Surely the airline has to take some responsibility for the behaviour of all unruly passengers, whether they be kids, drunks or wide-eyed zealots out to do you harm.

Frankly, I was astonished to find two small children boarding a 16-hour flight leaving at midnight. Had the airline counselled their parents against this? And why seat them slap bang in the middle of the cabin? It would have been better for all if they’d been accommodated at the very front or rear of it.

And even if you accept those realities, why aren’t airline crews more supportive of parents struggling to comfort their kids? I had to approach crew members in the galley about ten hours into the flight when the mother and father started squabbling mid-cabin.
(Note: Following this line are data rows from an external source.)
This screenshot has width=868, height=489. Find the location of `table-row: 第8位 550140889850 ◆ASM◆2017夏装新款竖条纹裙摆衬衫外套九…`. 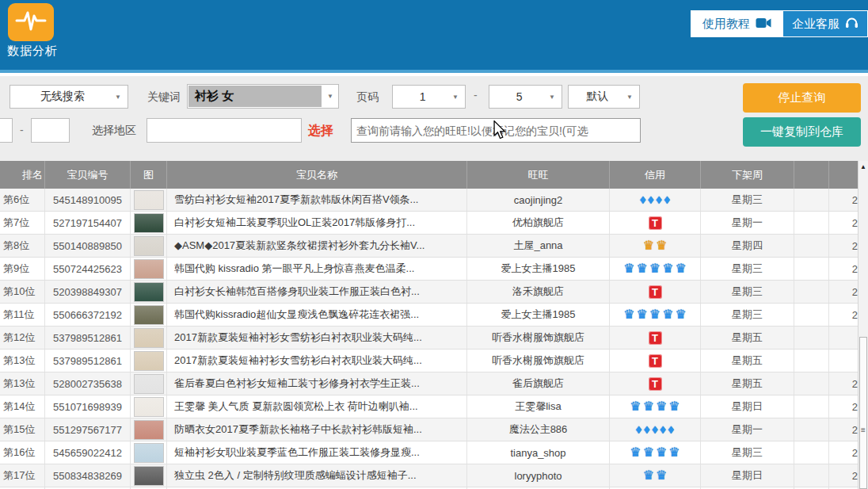

table-row: 第8位 550140889850 ◆ASM◆2017夏装新款竖条纹裙摆衬衫外套九… is located at coordinates (434, 246).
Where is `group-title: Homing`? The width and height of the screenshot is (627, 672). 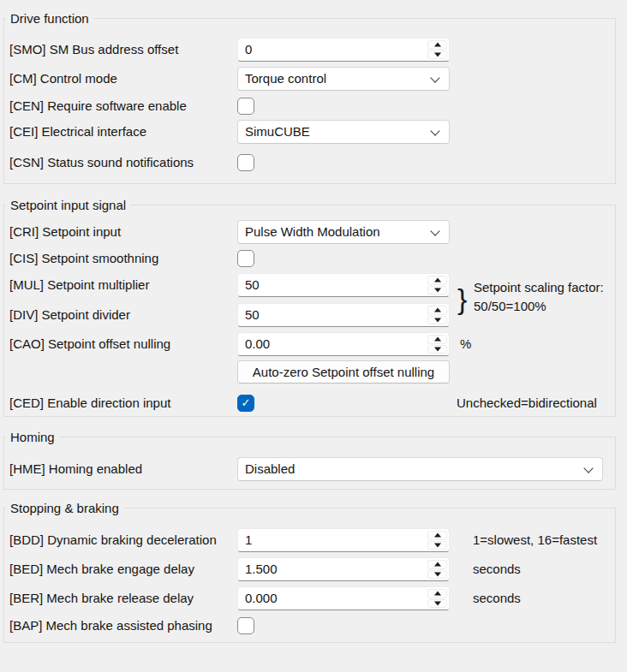 group-title: Homing is located at coordinates (33, 437).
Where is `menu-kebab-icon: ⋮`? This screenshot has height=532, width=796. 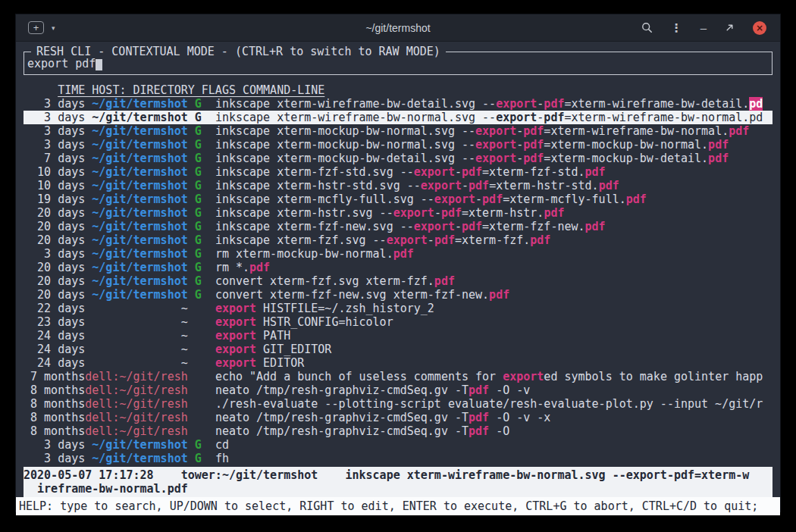
menu-kebab-icon: ⋮ is located at coordinates (676, 28).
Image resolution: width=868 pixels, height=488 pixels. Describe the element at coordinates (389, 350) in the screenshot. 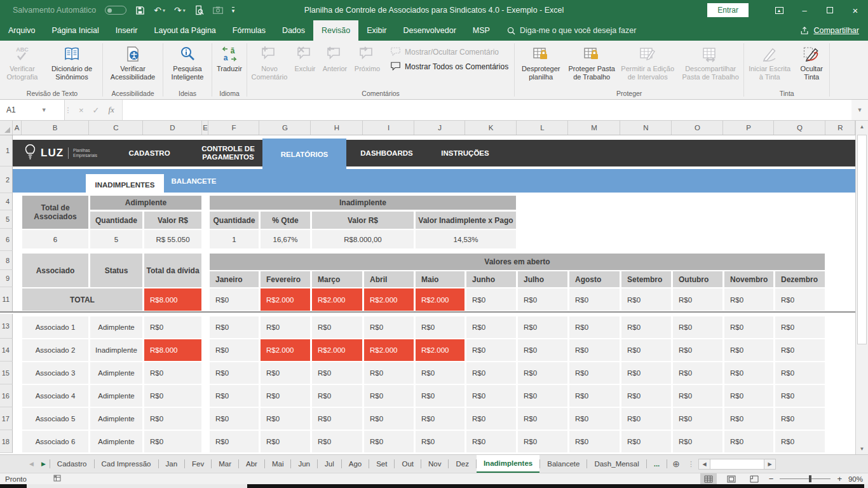

I see `row-month-cell: R$2.000` at that location.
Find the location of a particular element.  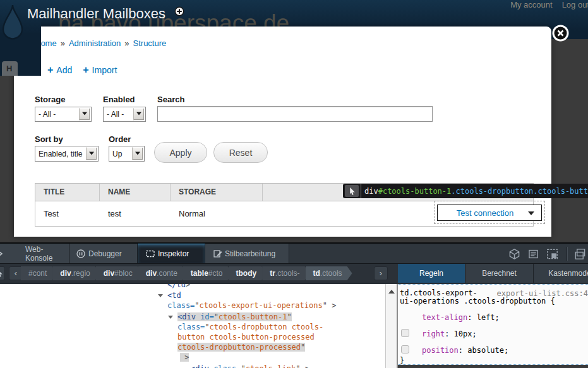

devtools-tab-stilbearbeitung: Stilbearbeitung is located at coordinates (248, 254).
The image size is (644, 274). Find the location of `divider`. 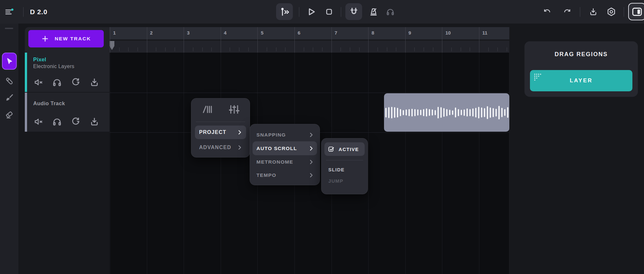

divider is located at coordinates (624, 12).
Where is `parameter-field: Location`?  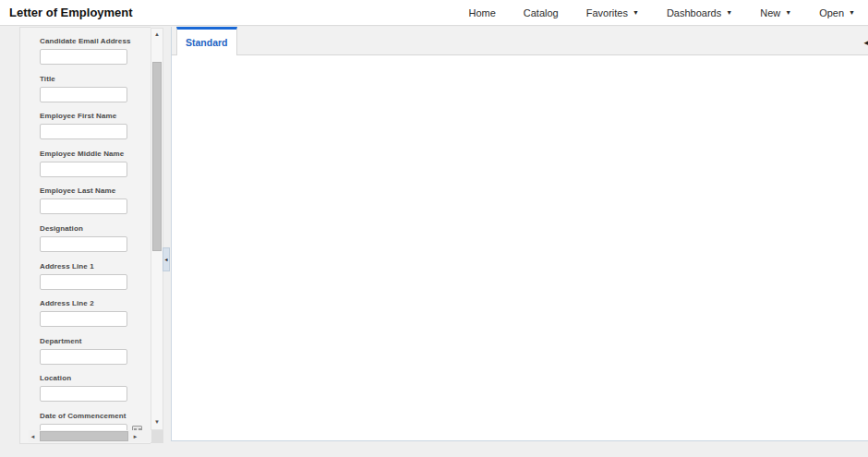
parameter-field: Location is located at coordinates (93, 388).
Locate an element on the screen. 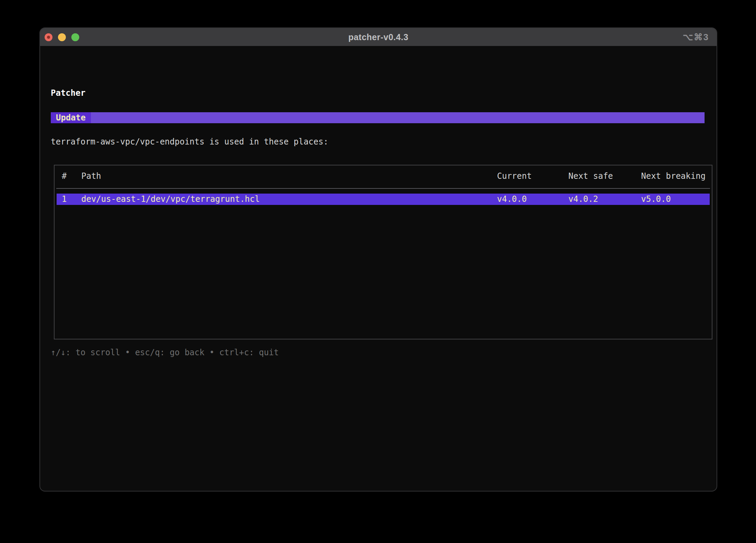  keybinding-help: ↑/↓: to scroll • esc/q: go back • ctrl+c… is located at coordinates (165, 353).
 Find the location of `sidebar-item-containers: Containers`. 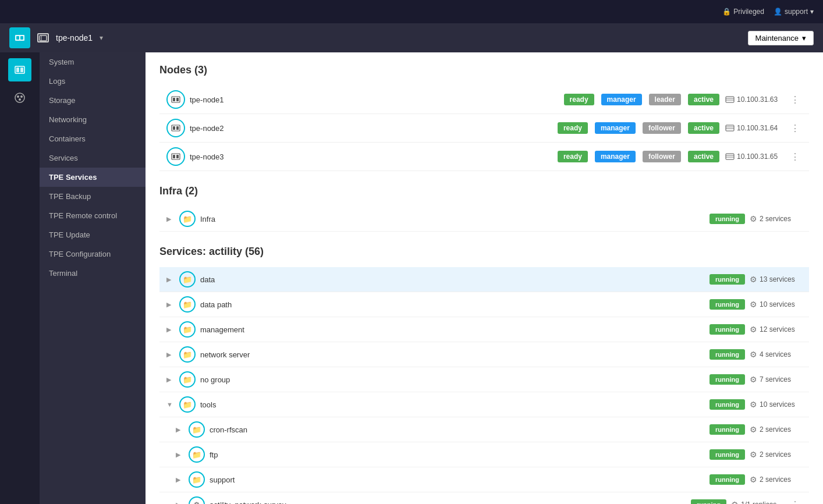

sidebar-item-containers: Containers is located at coordinates (93, 139).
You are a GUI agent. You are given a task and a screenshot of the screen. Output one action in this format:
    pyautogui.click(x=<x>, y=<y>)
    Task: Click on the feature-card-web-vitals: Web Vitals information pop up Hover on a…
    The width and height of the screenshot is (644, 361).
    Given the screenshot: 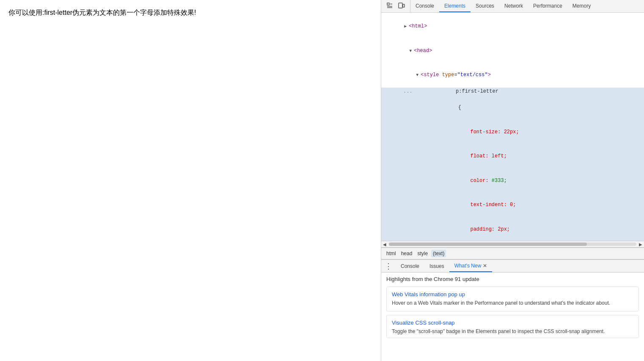 What is the action you would take?
    pyautogui.click(x=513, y=299)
“I think the lady in our row needs help,” I told a flight attendant. “Her kids are screaming and her husband’s giving her a hard time.” The attendant spoke to the mother in her native tongue but it was all a bit late by then. Another five hours of tension and stress ensued until we touched down in Melbourne late morning. No one in our row had had a wink of sleep.

Click on the owl for former Age and Family Circle Travel Editor Janne Apelgren’s tips on how to travel well with little people  

Business class should be peaceful, pleasant and worth your $15,000 fare. Photo: Getty

Business class should be peaceful, pleasant and worth your $15,000 fare. Photo: Getty

But apparently I have no recourse. Those tens of thousands of frequent flyer points are lost forever, pressed into service on a flight I’ll long remember, but would prefer to forget. It was not a business class experience by any measure. At various points I’d have happily moved to the cargo hold.

“I have reviewed your file and our response with my Manager and regrettably, I am unable to offer any compensation and there is nothing more I can add to my previous explanations,” ‘Samantha’ wrote. “All I can do is assure you that we are committed to improving our service and are working with other partner areas on achieving this.”

Whatever the hell that means. Talk about landing with a thud.

After I received that mean-spirited response last week I went online and priced a one-way, business class Qantas flight from LA to Melbourne. If you wanted to grab one of the last seats on the plane flying out just before midnight tonight it would cost you more than $15,000. That’s right, FIFTEEN THOUSAND DOLLARS.

Now, I’ll never do that, but if I did I’d like to know before I put my money down that there’s a fair chance I won’t get a wink of sleep and will have to endure a 16-hour domestic disturbance.

When that happens, whose fault is it ultimately – the parents, the kids, the airline? Maybe all three. But I do know one thing: it sure as hell isn’t mine.

And though I know that this is ultimately a first world problem and I should put it behind me, I detest poor customer service and think we should rise up against it whenever we can. So, here’s one final, simple suggestion: if Qantas or any other airline for that matter wants to take thousands of your hard-earned or more than 100,000 of your frequent flyer points they should be required tell you beforehand whether there’s a fair chance the flight’s going to be disrupted by the Under-18’s, Big Normie’s buck’s turn or the terrible twins across the aisle. They have all that stuff in their ‘system’.

Armed with that information, you have the option of saying, ‘Thanks, I’ll catch the next one.’ And then we can all get some sleep.